I am using a strand of WS2812B RGB LEDs 144/m. I am using the FastLED library for my programming. I have done several projects with these lights and know that my wiring and power supply are adequate. My problem is that I am trying to have several sets of colors chase down the LED strip with a break in between and my code produces a negative LED number until it iterates high enough to be a positive number, this causes my LED strip to lock up and not do anything after loading. if i comment out the lines that produce a negative LED number at the start it works just find with a single set that chase. I have watched other youtube videos that use the FastLED library to produce this effect with success. Can anyone tell me what is wrong and if you are just no longer able to do this effect this way?

#include <FastLED.h>
#define LED_PIN 7
#define NUM_LEDS 144
CRGB leds[NUM_LEDS];

void setup() {
int BRIGHTNESS=50;
FastLED.addLeds<WS2812, LED_PIN, GRB>(leds, NUM_LEDS);
FastLED.setBrightness( BRIGHTNESS );
}

void loop() {
// put your main code here, to run repeatedly:

for (int i=0; i<164; i++){
leds[i-20] = CRGB (0, 0, 0);
leds[i-9] = CRGB (255, 255, 0);
leds[i-7] = CRGB (0, 0, 0);
leds = CRGB (255, 0, 0);

  • FastLED.show();*
  • delay(1);*
    }
    }

Rewrite your code that there are no negative numbers - isn't that obvious?
You could start with: for (int i = 20 ...

this causes my LED strip to lock up and not do anything after loading

This is nothing to do with the LEDs it is to do with your code. You can’t send a negitave number of packets of data that is all the LEDs cair about.

Your code however does cair, you are accessing numbers from a place where they have not been allocated, these places can hold vital values that control the running of the code, so you must never have a negative array index.

You are writing outside of the array. Don't do that.

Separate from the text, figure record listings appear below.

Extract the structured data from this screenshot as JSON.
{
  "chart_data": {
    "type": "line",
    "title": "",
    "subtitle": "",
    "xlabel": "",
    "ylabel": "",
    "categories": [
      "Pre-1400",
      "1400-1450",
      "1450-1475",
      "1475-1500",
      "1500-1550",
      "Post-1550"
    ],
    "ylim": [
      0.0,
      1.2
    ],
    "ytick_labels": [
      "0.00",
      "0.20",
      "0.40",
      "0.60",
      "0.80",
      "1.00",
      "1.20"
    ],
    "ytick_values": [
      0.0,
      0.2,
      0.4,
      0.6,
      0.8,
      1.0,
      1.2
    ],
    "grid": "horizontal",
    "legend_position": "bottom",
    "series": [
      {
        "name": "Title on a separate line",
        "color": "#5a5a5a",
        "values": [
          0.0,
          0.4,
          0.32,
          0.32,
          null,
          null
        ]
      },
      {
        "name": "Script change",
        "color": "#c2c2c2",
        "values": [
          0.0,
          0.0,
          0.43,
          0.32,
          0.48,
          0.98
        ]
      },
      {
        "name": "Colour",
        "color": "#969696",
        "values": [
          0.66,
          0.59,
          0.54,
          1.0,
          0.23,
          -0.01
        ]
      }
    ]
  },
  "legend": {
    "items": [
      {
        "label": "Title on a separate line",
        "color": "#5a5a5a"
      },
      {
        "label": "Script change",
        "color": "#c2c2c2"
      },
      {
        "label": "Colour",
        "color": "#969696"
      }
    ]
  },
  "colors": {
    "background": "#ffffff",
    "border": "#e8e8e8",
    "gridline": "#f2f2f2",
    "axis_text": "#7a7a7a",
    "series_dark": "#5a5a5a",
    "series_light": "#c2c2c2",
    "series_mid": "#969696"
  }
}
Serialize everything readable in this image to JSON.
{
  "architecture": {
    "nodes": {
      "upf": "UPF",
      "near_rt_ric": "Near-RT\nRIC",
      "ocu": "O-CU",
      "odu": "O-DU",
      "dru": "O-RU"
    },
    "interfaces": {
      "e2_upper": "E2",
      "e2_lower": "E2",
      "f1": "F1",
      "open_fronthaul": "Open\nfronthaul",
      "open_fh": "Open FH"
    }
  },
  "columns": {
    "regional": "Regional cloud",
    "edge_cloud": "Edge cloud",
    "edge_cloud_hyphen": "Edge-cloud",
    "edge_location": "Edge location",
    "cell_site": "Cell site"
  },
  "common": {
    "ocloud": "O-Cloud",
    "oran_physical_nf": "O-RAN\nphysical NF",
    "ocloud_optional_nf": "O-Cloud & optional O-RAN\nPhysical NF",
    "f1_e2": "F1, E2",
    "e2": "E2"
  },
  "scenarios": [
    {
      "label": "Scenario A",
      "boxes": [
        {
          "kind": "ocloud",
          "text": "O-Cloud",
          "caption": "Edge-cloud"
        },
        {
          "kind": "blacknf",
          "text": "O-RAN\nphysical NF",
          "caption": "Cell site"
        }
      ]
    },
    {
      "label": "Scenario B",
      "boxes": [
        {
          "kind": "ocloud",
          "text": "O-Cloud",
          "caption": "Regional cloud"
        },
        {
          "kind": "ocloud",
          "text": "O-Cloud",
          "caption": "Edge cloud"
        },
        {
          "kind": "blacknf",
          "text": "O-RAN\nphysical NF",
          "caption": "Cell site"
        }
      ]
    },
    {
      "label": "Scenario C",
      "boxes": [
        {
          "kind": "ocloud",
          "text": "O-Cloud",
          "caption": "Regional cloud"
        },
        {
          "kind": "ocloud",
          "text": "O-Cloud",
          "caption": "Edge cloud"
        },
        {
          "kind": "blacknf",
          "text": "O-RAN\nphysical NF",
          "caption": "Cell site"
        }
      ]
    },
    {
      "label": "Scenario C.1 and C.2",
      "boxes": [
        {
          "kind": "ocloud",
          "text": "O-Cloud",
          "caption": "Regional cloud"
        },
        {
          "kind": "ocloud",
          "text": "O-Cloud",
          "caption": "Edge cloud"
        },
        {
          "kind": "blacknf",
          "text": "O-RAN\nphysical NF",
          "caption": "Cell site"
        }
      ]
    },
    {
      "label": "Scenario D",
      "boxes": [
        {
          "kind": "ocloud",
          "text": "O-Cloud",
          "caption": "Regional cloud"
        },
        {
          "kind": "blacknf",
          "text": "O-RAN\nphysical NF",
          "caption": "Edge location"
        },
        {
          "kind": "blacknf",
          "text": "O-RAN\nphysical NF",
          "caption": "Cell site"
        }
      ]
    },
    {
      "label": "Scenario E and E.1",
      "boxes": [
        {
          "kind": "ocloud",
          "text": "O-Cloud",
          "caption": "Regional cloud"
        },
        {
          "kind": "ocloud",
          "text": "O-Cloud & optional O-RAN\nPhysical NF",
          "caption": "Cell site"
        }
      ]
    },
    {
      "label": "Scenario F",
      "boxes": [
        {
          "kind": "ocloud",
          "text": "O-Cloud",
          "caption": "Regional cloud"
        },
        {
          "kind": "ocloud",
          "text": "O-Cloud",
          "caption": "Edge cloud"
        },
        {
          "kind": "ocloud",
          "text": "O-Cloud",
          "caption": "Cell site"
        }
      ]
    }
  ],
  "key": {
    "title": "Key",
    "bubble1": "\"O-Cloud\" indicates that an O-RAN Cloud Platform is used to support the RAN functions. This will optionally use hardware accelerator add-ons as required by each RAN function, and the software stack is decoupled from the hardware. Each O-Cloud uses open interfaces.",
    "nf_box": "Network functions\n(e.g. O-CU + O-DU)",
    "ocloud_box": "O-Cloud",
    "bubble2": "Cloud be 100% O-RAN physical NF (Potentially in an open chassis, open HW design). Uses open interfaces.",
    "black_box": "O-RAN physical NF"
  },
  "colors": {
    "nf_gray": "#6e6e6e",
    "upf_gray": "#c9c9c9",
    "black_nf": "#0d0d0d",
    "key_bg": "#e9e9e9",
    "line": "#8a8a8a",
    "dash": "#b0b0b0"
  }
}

Maybe a helper function comes in handy... something similar to this:

void setLed(int pos, CRGB colour){
  if(pos < 0) return;
  if(pos >= NUM_LEDS) return;
  leds[pos] = colour;
}

Or use the modulo function (%), like this :

for (int i=0; i<164; i++){
   leds[(i-20)%NUM_LEDS] = CRGB (0, 0, 0);
   leds[(i-9)%NUM_LEDS] = CRGB (255, 255, 0);
   leds[(i-7)%NUM_LEDS] = CRGB (0, 0, 0);
   leds = CRGB (255, 0, 0); // <--- This line is not correct
   FastLED.show();
   delay(1);
}

This ensures that the array index always remains between 0 and NUM_LEDS.

Also :
  leds = CRGB (255, 0, 0); // <--- This line is not correctleds is an array and CRGB(255,0,0) is a number.